The practice of organizing “pandemic pods,” in which parents team up with other families in their neighborhoods or social circles to hire teachers for their children, is getting more and more popular by the minute.

With many school districts around the country planning not to reopen classrooms this fall—or, at best, planning to offer some combination of virtual and in-class instruction—families are clamoring to secure education consistency for their children as the school year quickly approaches.

So what, exactly, do these pods look like?

Families work together to recruit teachers that they pay out-of-pocket to teach small groups—“pods”—of children. It’s a way for clusters of students to receive professional instruction for several hours each day.

Some parents are using their pod arrangements to hire teachers who will supplement the online classes being provided by their school districts.

As Laura Meckler and Hannah Natanson of The Washington Post observe, pandemic pods are “a 2020 version of the one-room schoolhouse, privately funded.”

In the case of one northern Virginia family that Meckler and Natanson profiled, the parents pay around $500 per month to get in on an arrangement with other families in their neighborhood to share a teacher they are hiring for their pod of children.

As one mother named J Li wrote in a viral Facebook post last week, thousands of parents are “scrambling” to form pods through “an absolute explosion of Facebook groups, matchups, spreadsheets, etc.”

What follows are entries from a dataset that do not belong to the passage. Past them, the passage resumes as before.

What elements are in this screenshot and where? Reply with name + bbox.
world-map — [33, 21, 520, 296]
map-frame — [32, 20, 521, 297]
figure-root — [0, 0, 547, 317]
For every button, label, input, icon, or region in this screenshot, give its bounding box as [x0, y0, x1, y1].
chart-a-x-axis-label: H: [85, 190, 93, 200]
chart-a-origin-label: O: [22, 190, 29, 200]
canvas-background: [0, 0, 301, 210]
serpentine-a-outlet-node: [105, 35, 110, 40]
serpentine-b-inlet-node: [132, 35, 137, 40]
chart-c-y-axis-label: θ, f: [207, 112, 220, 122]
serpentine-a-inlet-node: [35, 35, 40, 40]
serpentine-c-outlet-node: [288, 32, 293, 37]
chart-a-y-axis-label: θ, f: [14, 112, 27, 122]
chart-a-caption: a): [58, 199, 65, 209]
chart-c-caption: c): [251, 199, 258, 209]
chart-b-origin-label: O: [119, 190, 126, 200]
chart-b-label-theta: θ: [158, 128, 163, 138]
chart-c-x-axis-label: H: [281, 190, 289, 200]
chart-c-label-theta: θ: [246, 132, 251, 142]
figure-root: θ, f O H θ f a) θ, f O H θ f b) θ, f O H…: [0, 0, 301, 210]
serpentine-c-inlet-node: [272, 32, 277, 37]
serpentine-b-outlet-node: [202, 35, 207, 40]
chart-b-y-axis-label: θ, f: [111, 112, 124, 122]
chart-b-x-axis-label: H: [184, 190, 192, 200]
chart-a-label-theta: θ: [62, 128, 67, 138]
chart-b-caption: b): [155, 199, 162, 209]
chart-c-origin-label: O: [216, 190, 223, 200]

J Li describes the pod phenomenon as “clusters of three to six families with similar aged (and sometimes same-school) children co-quarantined with each other, who hire one tutor for in-person support for their kids.” The tutor may serve as a full-time teacher for the pod of students, or may only teach on a part-time basis or outdoor classes.

“Suddenly teachers who are able to co-quarantine with a pod are in incredible demand,” J Li said.

One pod tutor interview by Meckler and Natanson, Christy Kian from Broward County, Florida, formerly a private-school teacher, said she will earn more this year teaching two families (with four total children) than she did in her prior teaching position.

She said as soon as she had set up the arrangement with those two families, she was immediately contacted by five others.

As noted by J Li:

This is maybe the fastest and most intense, purely grassroots [sic], economic hard pivot I’ve seen, including the rise of the masking industry a few months ago. Startups have nothing compared to thousands of moms on Facebook trying to arrange for their kids’ education in a crisis with zero school-district support.

I swear that in a decade they are going to study this… trends that would typically take months or years to form are developing on the literal scale of hours.

The pods approach is analogous to microschooling, which only recently, through providers like Prenda, had started to take root. Similar to homeschooling co-ops, microschools allow small groups of students to work together in flexible learning environments alongside older and younger students, sharing resources and teachers.

The pandemic pod is catapulting microschooling to the forefront of education provision during quarantine. As Meckler and Natanson write:

Alexandra Marshak, who lives in Manhattan with her husband and two young sons, is exploring a learning pod with three other families. The original idea was that parents would take turns teaching, rotating hosting duties. But then one parent suggested they rent a studio apartment for the venture. They are also now considering hiring a professional to do the teaching. Marshak, who is out of work, said she’s concerned about spiraling costs. But at this point, she said, ‘Everything is on the table.’

Podding is also similar to the “cottage school” concept. As the hosts of CottageSchoolLife.com explain,

Our cottage school is made up of four families with 16 kids between us all! We meet once a week for about 24 weeks of the school year to learn together.

One aspect that makes a cottage school different from other homeschool co-ops is its size. It’s purposefully small—cottage-like! It allows us to have encouragement and support from each other as we teach our kids.

Paradoxically, the teachers unions may be enabling this free-market, parent-driven reform of K-12 education to unfold.

The Los Angeles teachers unions, for example, released a list of demands last week that they want to see fulfilled before blessing the school reopening of the Los Angeles Unified School District, the second-largest school district in the country. Those demands included everything from raising taxes and “Medicare for All” to eliminating charter schools and defunding the police.

While union policy demands are leading district schools to remain closed, podding is reinforcing the old adage that the market finds a way.

Understandably, equity and access concerns have arisen as quickly as podding itself.

For parents who cannot afford to pay out of pocket to contribute to a neighborhood pod, providing resources through education savings accounts will be a crucial support moving forward.

Several states across the country have provided, or are considering providing, emergency education savings accounts to families, allowing them to take a portion of their child’s public education funds to private tutoring or online options of choice. Freeing up those dollars is the policy reform needed to make access to pods, microschools, and cottage classes in reach for all families.  

It’s time for policy to catch up with families.